Party Lines: October 22nd

By Mark Ferguson / @markfergusonuk

As the row over the Comprehensive Spending Review rumbled on, Ed Miliband said that Nick Clegg’s complaints over the IFS report would “convince nobody”:

Ed Miliband“Instead of trashing the Institute of Fiscal Studies, the Deputy Prime Minister should be owning up to the truth. This was a spending review driven by ideology, hitting lower and middle income families the hardest. We have consistently warned about the consequences of cutting too far and too fast. The unedifying spectacle of Mr Clegg rubbishing the IFS will convince nobody of the government’s case.”

Ed BallsEd Balls responded to the news that all Police Community Support Officers (PCSOs) in Lancashire have been told their jobs might be disestablished on March 31st 2011 following funding cuts announced in the spending review:

“This is a really concerning early sign of the impact of the government’s Spending Review on policing in our country. The government’s plan to cut police funding by 20 per cent will be impossible to achieve without major cuts to the number of police officers and PCSOs in every part of our country. By failing to fight the corner of the police in the spending review negotiations, the Home Secretary is taking big risks with the safety of the public and our communities.”

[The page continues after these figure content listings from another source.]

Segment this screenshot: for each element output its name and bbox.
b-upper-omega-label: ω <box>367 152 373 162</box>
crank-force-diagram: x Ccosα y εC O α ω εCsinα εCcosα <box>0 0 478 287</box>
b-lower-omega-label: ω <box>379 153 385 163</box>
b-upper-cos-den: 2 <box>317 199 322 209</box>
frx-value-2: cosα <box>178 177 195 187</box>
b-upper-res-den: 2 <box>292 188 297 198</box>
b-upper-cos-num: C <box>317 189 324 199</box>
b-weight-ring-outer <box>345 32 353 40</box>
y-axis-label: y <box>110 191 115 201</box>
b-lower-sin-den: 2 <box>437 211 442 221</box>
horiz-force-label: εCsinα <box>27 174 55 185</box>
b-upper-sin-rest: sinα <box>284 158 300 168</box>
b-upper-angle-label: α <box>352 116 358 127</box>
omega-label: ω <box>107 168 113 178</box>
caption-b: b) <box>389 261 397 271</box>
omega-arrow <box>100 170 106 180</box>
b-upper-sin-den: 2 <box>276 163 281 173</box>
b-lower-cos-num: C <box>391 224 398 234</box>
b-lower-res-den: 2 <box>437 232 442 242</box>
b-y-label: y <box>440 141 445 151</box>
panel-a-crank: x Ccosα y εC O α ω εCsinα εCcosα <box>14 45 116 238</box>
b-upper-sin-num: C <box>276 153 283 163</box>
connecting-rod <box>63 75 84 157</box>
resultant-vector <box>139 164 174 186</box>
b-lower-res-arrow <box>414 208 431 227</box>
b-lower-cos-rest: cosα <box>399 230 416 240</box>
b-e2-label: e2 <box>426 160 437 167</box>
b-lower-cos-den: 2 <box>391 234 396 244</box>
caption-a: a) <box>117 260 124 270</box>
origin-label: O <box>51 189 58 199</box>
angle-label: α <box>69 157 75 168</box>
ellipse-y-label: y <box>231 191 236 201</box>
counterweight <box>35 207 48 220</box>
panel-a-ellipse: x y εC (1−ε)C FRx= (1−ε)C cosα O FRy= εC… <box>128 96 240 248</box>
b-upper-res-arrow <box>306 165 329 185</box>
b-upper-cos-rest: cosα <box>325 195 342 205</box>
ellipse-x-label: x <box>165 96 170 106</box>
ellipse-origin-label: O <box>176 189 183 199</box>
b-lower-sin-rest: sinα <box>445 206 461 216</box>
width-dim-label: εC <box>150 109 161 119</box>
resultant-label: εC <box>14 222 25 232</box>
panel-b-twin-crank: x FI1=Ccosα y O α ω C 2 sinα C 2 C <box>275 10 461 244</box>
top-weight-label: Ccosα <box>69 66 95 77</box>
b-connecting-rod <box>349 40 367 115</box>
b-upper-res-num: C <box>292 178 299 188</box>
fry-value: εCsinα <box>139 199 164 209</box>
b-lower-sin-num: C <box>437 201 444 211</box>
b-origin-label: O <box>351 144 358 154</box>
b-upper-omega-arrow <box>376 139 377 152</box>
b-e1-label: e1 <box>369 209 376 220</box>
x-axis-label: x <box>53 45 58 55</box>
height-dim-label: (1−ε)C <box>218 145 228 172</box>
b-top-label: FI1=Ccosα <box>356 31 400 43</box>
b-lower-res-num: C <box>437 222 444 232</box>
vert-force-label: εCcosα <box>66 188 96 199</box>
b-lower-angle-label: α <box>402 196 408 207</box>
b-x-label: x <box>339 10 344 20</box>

“PCSOs are valued by the public for the vital role they play in keeping our communities safe and tackling anti-social behaviour. That’s why before the election Labour pledged funding to keep both the 16,000 PCSOs we now have and the record number of police officers.”
Peter HainSpeaking to the Guardian, Peter Hain said that Labour’s policy making processes had created cyncism:
“There is a great deal of cynicism amongst party members that we need to address. If you disempower your membership, you start down the road to losing, and that is what happened during our 13 years of power.”
Douglas Alexander ProfileAnd after Iain Duncan Smith told the unemployed to “get on a bus” and look for work, it hasn’t taken long for the comparison to be made between IDS and Thatcher era minister Norman Tebbit, who famously told the unemployed to get on their bikes. Speaking this afternoon, shadow work and pensions minister Douglas Alexander said:

“Iain Duncan Smith still doesn’t seem to understand that to move people from welfare into work requires there to be work available.”

“The Conservatives are cutting jobs, cutting help for childcare, cutting working tax credit that makes work pay and even cutting support for buses.”

“Like Norman Tebbit before him, Iain Duncan Smith seems sadly to have retreated into the Conservative comfort zone of blame and disdain.”